I have said I hate routine.
My wife chalks that up to my “zero to one” preference for chaos and improvisation. She is not wrong. There’s a reason I favor entrepreneurial environments, and don’t hold down a job focused on the minutiae of incremental improvements.
I’ve also been sober for almost 13 years.
That routine could more easily be ascribed to the logic of removing pain and suffering from life. Or what my friends on the shining path call a wise preference for “no end to better.”
Yet, nature seeks balance as my first art director partner used to remind me. Which is a way of acknowledging I can’t stubbornly resist routine and hope to get anything done.
Two weeks ago I couldn’t really get out of bed. Sitting and standing were both really uncomfortable. And I had no incident to point at, or clear source for what was obviously a lower back issue. Well, except for I hate routine. And exercise. But gosh golly gee—would you look what a handful of 8-10 minute daily sessions of Cat/Cow, McGill Crunch (which isn’t really a crunch?), Side Plank and Bird Dog can accomplish? No more pain. Lots more flexibility. And a good laugh at my own human resistance and fragility.
(But please check back in with me in a couple months. Let’s see if this particular routine sticks.)
A few years back I attended Seth Godin’s altMBA program. 30 days of intense, long hours with other amazing humans, generating roughly 27 distinct writing assignments. Can’t recommend it highly enough. The first assignment focused on setting goals. You can see where this might be heading. I posted a reflection to my cohort:
So many of the barriers and challenges I uncovered in defining my goals centered around the necessity of some form of routine.
All this to say I now take a perverse comfort in blocking time in calendars, scrawling cryptic instruction on the smallest of Post-It Notes (the best size, frankly), and especially crunching up said Notes when I’m done. Also, in occasionally blowing deadlines and working until 3:00 a.m. I am no organizational dynamo like all you Asana nerds.
The business of being a creative person is oddly rooted in a necessary blend of chaos and routine.
Tomorrow the AI for Artists and Entrepreneurs class is going to dive into generative text tools, and on Tuesday the Persuasion & Marketing course moves up about a thousand years to evaluate how religion, the printing press and the shift from rural to urban societies, and even maritime growth encompassed and influenced human persuasion.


**Task to complete:** Where an entry holds an image, skip the image but reproduce the rest word for word.

┌─ Material for the task

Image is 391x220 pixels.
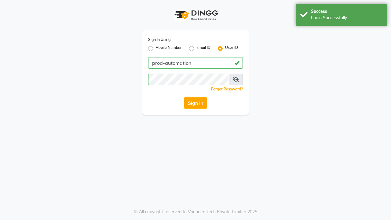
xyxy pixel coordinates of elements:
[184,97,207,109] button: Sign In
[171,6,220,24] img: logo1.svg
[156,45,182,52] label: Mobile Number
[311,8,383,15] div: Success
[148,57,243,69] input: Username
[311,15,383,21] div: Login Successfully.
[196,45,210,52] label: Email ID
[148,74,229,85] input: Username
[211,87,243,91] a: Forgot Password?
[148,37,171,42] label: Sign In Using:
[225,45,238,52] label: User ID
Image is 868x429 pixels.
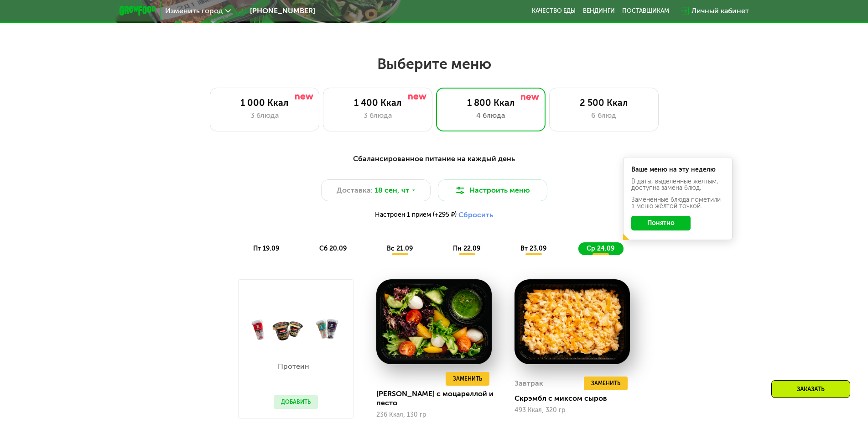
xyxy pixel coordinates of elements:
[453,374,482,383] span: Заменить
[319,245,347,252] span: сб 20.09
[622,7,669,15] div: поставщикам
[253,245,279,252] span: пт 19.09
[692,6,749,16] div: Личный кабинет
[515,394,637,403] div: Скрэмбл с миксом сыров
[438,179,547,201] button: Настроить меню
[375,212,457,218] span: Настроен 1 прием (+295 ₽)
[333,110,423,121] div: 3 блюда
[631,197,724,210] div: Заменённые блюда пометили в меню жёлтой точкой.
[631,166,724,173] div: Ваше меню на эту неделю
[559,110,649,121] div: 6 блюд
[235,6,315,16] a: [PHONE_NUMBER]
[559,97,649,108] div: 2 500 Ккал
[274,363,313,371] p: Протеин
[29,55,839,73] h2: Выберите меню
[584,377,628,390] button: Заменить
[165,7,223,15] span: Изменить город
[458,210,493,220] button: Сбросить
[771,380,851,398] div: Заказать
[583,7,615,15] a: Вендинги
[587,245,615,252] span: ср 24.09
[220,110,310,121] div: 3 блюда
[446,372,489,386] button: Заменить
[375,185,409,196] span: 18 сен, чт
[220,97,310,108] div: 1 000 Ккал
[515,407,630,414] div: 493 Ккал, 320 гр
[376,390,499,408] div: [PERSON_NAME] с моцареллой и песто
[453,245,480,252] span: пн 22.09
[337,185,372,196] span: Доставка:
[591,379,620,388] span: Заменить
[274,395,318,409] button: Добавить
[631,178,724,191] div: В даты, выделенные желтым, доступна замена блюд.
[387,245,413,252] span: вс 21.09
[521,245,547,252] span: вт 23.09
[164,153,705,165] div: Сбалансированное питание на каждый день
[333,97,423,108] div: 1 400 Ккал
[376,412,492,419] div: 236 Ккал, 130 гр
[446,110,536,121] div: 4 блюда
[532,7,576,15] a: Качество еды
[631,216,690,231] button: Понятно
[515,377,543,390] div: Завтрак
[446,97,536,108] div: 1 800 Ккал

└─

**Task output:**
Image is 391x220 pixels.
xyxy pixel coordinates of elements:
[184,97,207,109] button: Sign In
[171,6,220,24] img: logo1.svg
[156,45,182,52] label: Mobile Number
[311,8,383,15] div: Success
[148,57,243,69] input: Username
[311,15,383,21] div: Login Successfully.
[196,45,210,52] label: Email ID
[148,74,229,85] input: Username
[211,87,243,91] a: Forgot Password?
[148,37,171,42] label: Sign In Using:
[225,45,238,52] label: User ID
Image is 868x429 pixels.
xyxy pixel coordinates of elements:
[453,374,482,383] span: Заменить
[319,245,347,252] span: сб 20.09
[622,7,669,15] div: поставщикам
[253,245,279,252] span: пт 19.09
[692,6,749,16] div: Личный кабинет
[515,394,637,403] div: Скрэмбл с миксом сыров
[438,179,547,201] button: Настроить меню
[375,212,457,218] span: Настроен 1 прием (+295 ₽)
[333,110,423,121] div: 3 блюда
[631,197,724,210] div: Заменённые блюда пометили в меню жёлтой точкой.
[631,166,724,173] div: Ваше меню на эту неделю
[559,110,649,121] div: 6 блюд
[235,6,315,16] a: [PHONE_NUMBER]
[559,97,649,108] div: 2 500 Ккал
[274,363,313,371] p: Протеин
[29,55,839,73] h2: Выберите меню
[584,377,628,390] button: Заменить
[165,7,223,15] span: Изменить город
[458,210,493,220] button: Сбросить
[771,380,851,398] div: Заказать
[583,7,615,15] a: Вендинги
[587,245,615,252] span: ср 24.09
[220,110,310,121] div: 3 блюда
[446,372,489,386] button: Заменить
[375,185,409,196] span: 18 сен, чт
[220,97,310,108] div: 1 000 Ккал
[515,407,630,414] div: 493 Ккал, 320 гр
[376,390,499,408] div: [PERSON_NAME] с моцареллой и песто
[453,245,480,252] span: пн 22.09
[337,185,372,196] span: Доставка:
[591,379,620,388] span: Заменить
[274,395,318,409] button: Добавить
[631,178,724,191] div: В даты, выделенные желтым, доступна замена блюд.
[387,245,413,252] span: вс 21.09
[521,245,547,252] span: вт 23.09
[164,153,705,165] div: Сбалансированное питание на каждый день
[333,97,423,108] div: 1 400 Ккал
[376,412,492,419] div: 236 Ккал, 130 гр
[446,110,536,121] div: 4 блюда
[532,7,576,15] a: Качество еды
[631,216,690,231] button: Понятно
[515,377,543,390] div: Завтрак
[446,97,536,108] div: 1 800 Ккал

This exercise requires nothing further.